Postby catch » Mon Sep 02, 2013 7:01 am

My lady. My lady.

My Lady would not wish you to suffer.

Catch draws back, but his rough fingers snag on the fine cloth of her kerchief. And he does not think of the ruin that he would do to it, the way he presses it against a swollen, twisted lid, inciting all his nerves to screaming. It is a good thing that his mind is so dull. Like the most stoic bull, he does not even think to bellow with the pain, both physical and emotional. Crushed is a word, crushed like an ant under a boot, as she reaches for him, as she professes her concern. A false concern, and it angers him, it confuses him, because he knows that it is real - but how can anything real come from a creature so false? This creature that flutters about dresses, about a party, and not about the very town being twisted into paper cranes.

With the kerchief clapped to his eye, he bends his head back down, so he would not offend; he takes another drink of the crystal-water before he mutters.

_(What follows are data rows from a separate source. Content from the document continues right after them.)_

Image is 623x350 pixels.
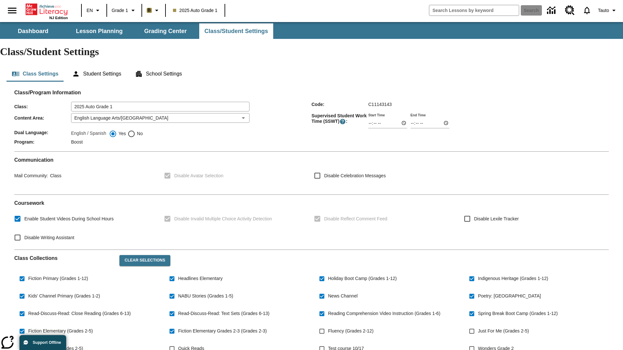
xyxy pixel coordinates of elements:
[130,66,187,82] button: School Settings
[14,200,608,245] div: Coursework
[14,255,114,261] h2: Class Collections
[368,113,385,117] label: Start Time
[1,23,66,39] button: Dashboard
[19,335,66,350] button: Support Offline
[6,66,616,82] div: Class/Student Settings
[28,293,100,300] span: Kids' Channel Primary (Grades 1-2)
[76,28,123,35] span: Lesson Planning
[178,310,269,317] span: Read-Discuss-Read: Text Sets (Grades 6-13)
[311,102,368,107] span: Code :
[14,200,608,206] h2: Course work
[133,23,198,39] button: Grading Center
[14,130,71,135] span: Dual Language :
[109,5,139,16] button: Grade: Grade 1, Select a grade
[49,16,68,20] span: NJ Edition
[26,2,68,20] div: Home
[178,328,267,335] span: Fiction Elementary Grades 2-3 (Grades 2-3)
[478,293,541,300] span: Poetry: [GEOGRAPHIC_DATA]
[598,7,609,14] span: Tauto
[144,5,163,16] button: Boost Class color is light brown. Change class color
[328,310,440,317] span: Reading Comprehension Video Instruction (Grades 1-6)
[478,275,548,282] span: Indigenous Heritage (Grades 1-12)
[543,2,561,19] a: Data Center
[148,6,151,14] span: B
[24,216,113,222] span: Enable Student Videos During School Hours
[204,28,268,35] span: Class/Student Settings
[14,115,71,121] span: Content Area :
[14,96,608,146] div: Class/Program Information
[14,139,71,145] span: Program :
[87,7,93,14] span: EN
[14,90,608,96] h2: Class/Program Information
[117,130,126,137] span: Yes
[328,328,373,335] span: Fluency (Grades 2-12)
[6,66,64,82] button: Class Settings
[324,173,386,179] span: Disable Celebration Messages
[28,275,88,282] span: Fiction Primary (Grades 1-12)
[28,328,93,335] span: Fiction Elementary (Grades 2-5)
[410,113,425,117] label: End Time
[26,3,68,16] a: Home
[429,5,519,16] input: search field
[71,130,106,138] label: English / Spanish
[173,7,218,14] span: 2025 Auto Grade 1
[84,5,104,16] button: Language: EN, Select a language
[67,66,126,82] button: Student Settings
[311,113,368,125] span: Supervised Student Work Time (SSWT) :
[71,113,249,123] div: English Language Arts/[GEOGRAPHIC_DATA]
[28,310,131,317] span: Read-Discuss-Read: Close Reading (Grades 6-13)
[478,310,557,317] span: Spring Break Boot Camp (Grades 1-12)
[71,139,83,145] span: Boost
[478,328,529,335] span: Just For Me (Grades 2-5)
[178,275,222,282] span: Headlines Elementary
[595,5,620,16] button: Profile/Settings
[324,216,387,222] span: Disable Reflect Comment Feed
[48,173,61,178] span: Class
[178,293,233,300] span: NABU Stories (Grades 1-5)
[199,23,273,39] button: Class/Student Settings
[174,216,272,222] span: Disable Invalid Multiple Choice Activity Detection
[112,7,128,14] span: Grade 1
[33,340,61,345] span: Support Offline
[144,28,186,35] span: Grading Center
[578,2,595,19] a: Notifications
[328,275,397,282] span: Holiday Boot Camp (Grades 1-12)
[474,216,519,222] span: Disable Lexile Tracker
[14,104,71,109] span: Class :
[14,157,608,163] h2: Communication
[135,130,143,137] span: No
[14,173,48,178] span: Mail Community :
[339,118,346,125] button: Supervised Student Work Time is the timeframe when students can take LevelSet and when lessons ar...
[561,2,578,19] a: Resource Center, Will open in new tab
[71,102,249,112] input: Class
[174,173,223,179] span: Disable Avatar Selection
[18,28,48,35] span: Dashboard
[3,1,22,20] button: Open side menu
[14,157,608,189] div: Communication
[119,255,170,266] button: Clear Selections
[24,234,74,241] span: Disable Writing Assistant
[368,102,391,107] span: C11143143
[67,23,132,39] button: Lesson Planning
[328,293,357,300] span: News Channel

"You are - you are so b-b-busy, I. I f-f-feel like I hardly know you, anymore. B-b-but th-that's not - not important. A week's t-t-time, d-d-do you believe? I will. I will d-d-do what I c-c-can, of course, and the - the Lady, too." There are linens, cedar-packed, in the Dagger's storerooms. There are many who would give their fingers to be a part of such an event, however small. "I will f-f-find the things you need, and work the Garden. You sh-shan't want f-f-for anything, taxing th-thought it may be."